Introduction: Decoloniality in the Break of Global*Blackness: Movement,
Method and Poethics, PART 1: A PLURIVERSAL POLITICS FOR WORLDS OTHERWISE, 1)
Whatever Happened to Diaspora, and Why (Not) Global-Blackness? Interrogating
Black time-spaces for a Decolonial Agenda, 2) Caribbean Theorizing and/in the
Decolonial Turn. 3) Blackness of Labor, Blackness of Migration, 4) A Spectral
Decoloniality in the Wake of the Slave Nomos, PART 2: RACE SPACE PLACE-
DE/COLONIAL INTIMACIES, 5) Oceanically Black: Decolonial Struggle an
Anti-Apartheid Port City, 6) Waves of the Familiar: Black Radicalism,
Abolition, and the Carcerality of Civil Rights, 7) Re-Performing Germanness
from an Afropean Lens: European Others, Afropean Decolonial Asthetics, and
Performances of No-Thingness, 8) From Afro Asian to Outer Space: Speculative
Histories of Black Centrifugality, PART 3: DECOLONIAL TIME ON THE MOVE, 9)
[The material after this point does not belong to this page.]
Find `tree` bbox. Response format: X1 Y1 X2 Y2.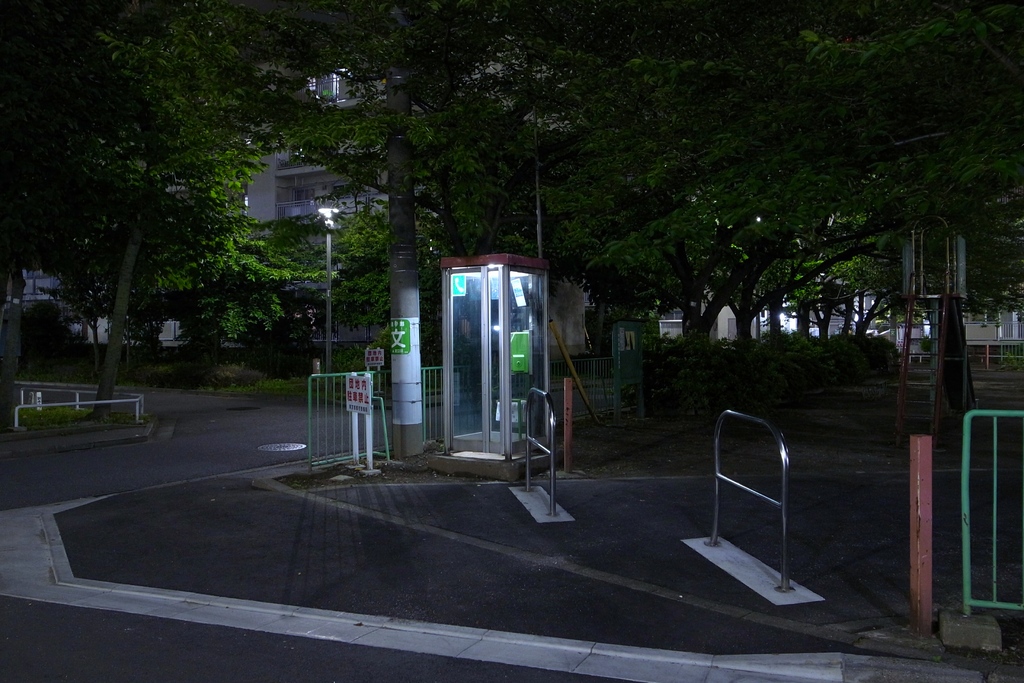
25 57 273 412.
Spectres of the Aegean: Decolonial Subjectivities in the Long Present 10)
Sovereignty, Blackness, and the Promise of Affectable Flesh, 11) Decolonial
Notes on The Journey Towards the Future: Negritude, Abject Blackness, and the
Emancipatory Force of Spectrality, PART 4: ACT, CREATE, REBIRTH - AN/OTHER
UPRISING TO END THE WORLD, 12) Through the Obsidian Mirror: Onto-Corporeal
Experimentations at Twilight , 13) Unassuming Bodies: Trans Decoloniality,
14) Blackneese Fungible Errantries: To Expel a Sweet and Savory Substance,
Afterword: After [ the] wor[ l]d: Blackness
Michaeline A. Crichlow, Professor of Caribbean/Global Studies and senior Fellow at the Kenan Institute for Ethics at Duke University, teaches in the African and African American Studies Department. Her research focuses on the Caribbean as a space and place, constituted within the world economy. She has published extensively on rurality, creolization and development and is interested in studies on Race, Postcolonialism, Decolonialization, Climate Change and Development. She co-directs Climate Change, Decolonization and Global Blackness, a Franklin Humanities Institute project at Duke University.
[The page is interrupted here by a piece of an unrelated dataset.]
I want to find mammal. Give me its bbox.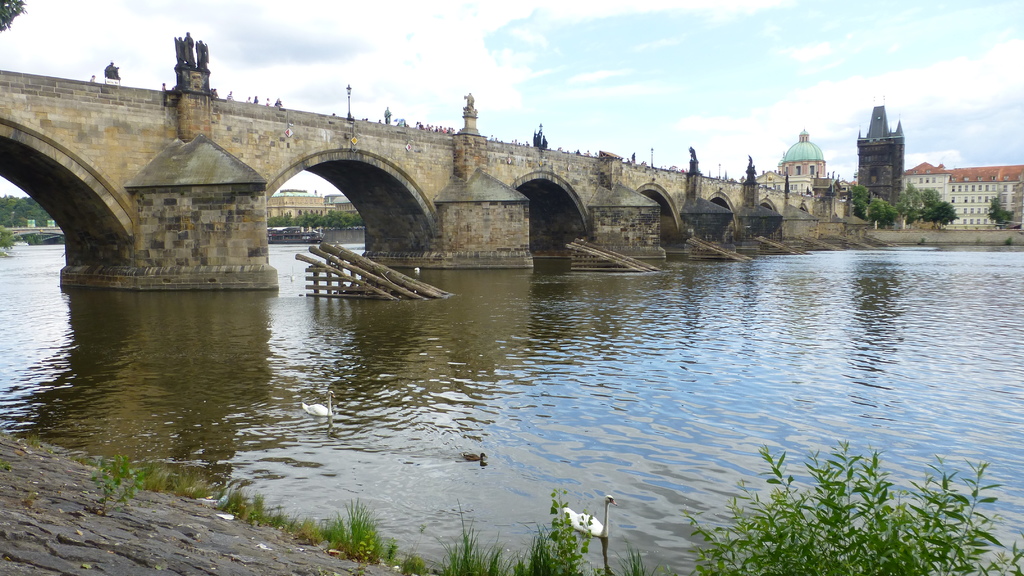
(x1=225, y1=90, x2=235, y2=100).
Patricia M. Northover is a senior research fellow at the Sir Arthur Lewis Institute of Social and Economic Studies, The University of the West Indies, Mona (SALISES, UWI). She specializes in the philosophy of economics, race critical theory, decolonial thought, Caribbean and rural studies. She is the co-producer of the films Sugar Cane: Recycling Sweetness and Power in Modern Jamaica, and Ms. Sugga. She has authored and co-authored several articles as well as edited volumes on the philosophy of economics, Caribbean cultural dynamics, abject blackness, economic growth, climate change, and Caribbean futures.